Saying goodbye againDuring her third pregnancy, doctors sewed her cervix shut and confined her to bed rest in order to prevent premature labor. When she started having contractions at 19 or 20 weeks, she was hospitalized and prescribed drugs to stave off labor. After about a month, on June 15, 1996, Kathy gave birth to a boy the couple named Jakob.

But Jakob’s lungs were too underdeveloped, and the baby died in her arms a few weeks later.

Staff at the hospital in Santa Clara allowed Kathy to spend two days with the dead baby in a hospital room while she grieved –- a gesture of compassion she is trying to get other hospitals to replicate today.

"I am forever grateful to that hospital that they did not kick me out, they let me do what I needed to do.  I spent the time. I said goodbye, I got his handprints, his footprints."

The couple's loss also deeply touched the nursing team that cared for Kathy and baby Jakob.

"It just seemed so unfair that here was this loving couple who you just felt like they would be the best parents in the world, and they couldn’t have a successful pregnancy," said nurse Stephanie Kalenda.

A stranger's kindnessA few days after Jakob’s funeral, Kalenda called the Adziches.

"She said, 'You know I’m a labor and delivery nurse and I deliver babies all the time. There's a lot of people that shouldn’t be parents but there’s some that should and you should be parents.  I have a good uterus, let’s use it,'" Kathy recalled.

Kalenda, then a 38-year-old single mother, offered to be a "gestational surrogate" -- to carry Rob and Kathy’s next baby in her womb.

"I really hadn’t thought about doing it until I heard this doctor say, ‘If I wasn’t going to start my own family, I'd carry a baby for her,' and something clicked in me where I said to myself, you know, that's something that I can do."

Kalenda’s primary concern was how giving birth to someone else's child would affect her 5-year-old daughter, Katie.

"I think what we ended up telling her was that Kathy’s tummy was broken and she couldn't carry a baby, so she and Rob are going to make a baby and then a special doctor was going to put it in me.  And Katie was just like, 'OK.'"

Kalenda said she always understood her role --that she was carrying the baby for someone else.

"I did always consider it Kathy and Rob’s pregnancy, not mine, to the point where if someone asked about the pregnancy I’d tell them, and people were often taken aback that it’s not my baby.
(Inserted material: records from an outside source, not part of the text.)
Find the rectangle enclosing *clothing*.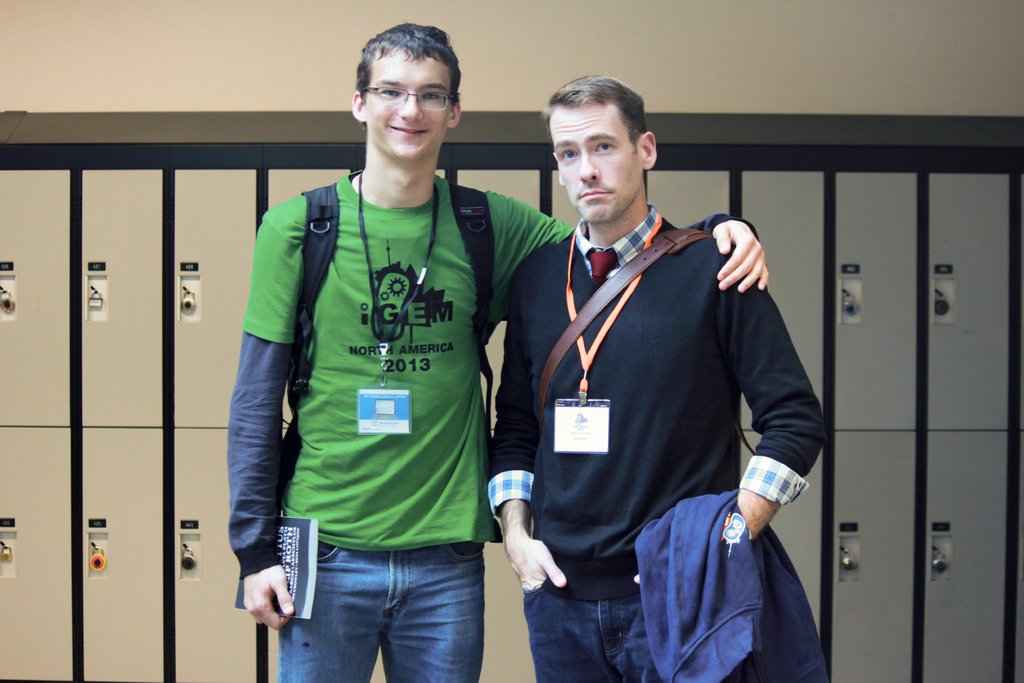
{"left": 493, "top": 177, "right": 817, "bottom": 661}.
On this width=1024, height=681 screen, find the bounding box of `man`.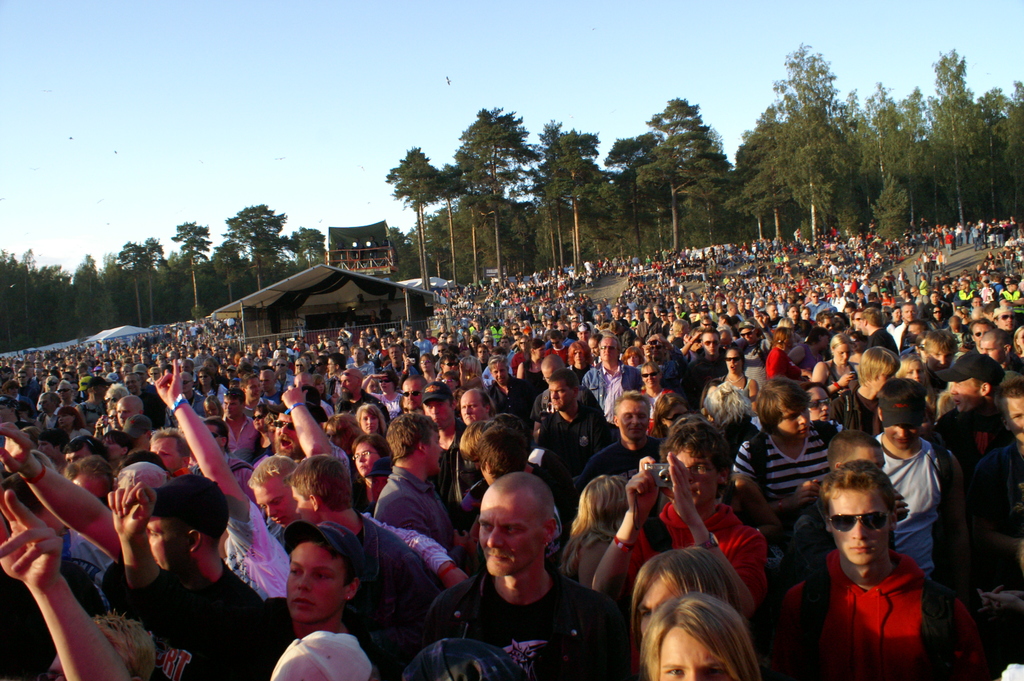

It never was. It was always Kathy and Rob’s."

On Aug. 24, 1997, Rob and Kathy Adzich welcomed a healthy baby boy delivered by Kalenda in the same hospital where the couple had lost three others. They named him Gabe.

"Our families stormed the room and it was just the hugest celebration," Kathy recalled.

Three years later, on Sept. 14, 2000, Kalenda served as surrogate again to the Adziches, this time delivering twins -- Anika Stephanie, a girl, and Dominick, a boy.

The gift of lifeToday, the Adzich children, now ages 6 and 9, call Kalenda their "fairy godmother." Kathy sends Kalenda flowers or other gifts on her children's birthdays.

"Stephanie has been spectacular through this entire process. It’s very important to her that we have our own family unit and it’s important to her that she has her own family unit," Kathy said.

The emotional journey of Robert and Kathy Adzich is the subject of an upcoming documentary film, "Broken Womb," being produced by Grace Kahng at Santoki Productions. Kathy Adzich is also working on two Web sites, Trusting the Journey, about finding hope and compassion in times of despair, and Jakob’s Room, a philanthropic organization urging hospitals to allow people dealing with the loss of loved ones a 24-hour stay to grieve and say goodbye. She is also writing a book, "Before the Flowers Die," about her experiences.

Kathy, 41, and Rob, 39, say they’ll be forever grateful to Kalenda for the ultimate gift of life.

"I think when she goes to heaven, the pearly gates are going to be so wide, they're going to roll out the red carpet." Kathy says in the documentary. "She’s given three people a life on Earth. I just want her to know I love her and I would climb the highest mountain and swim the deepest sea to do anything to repay her."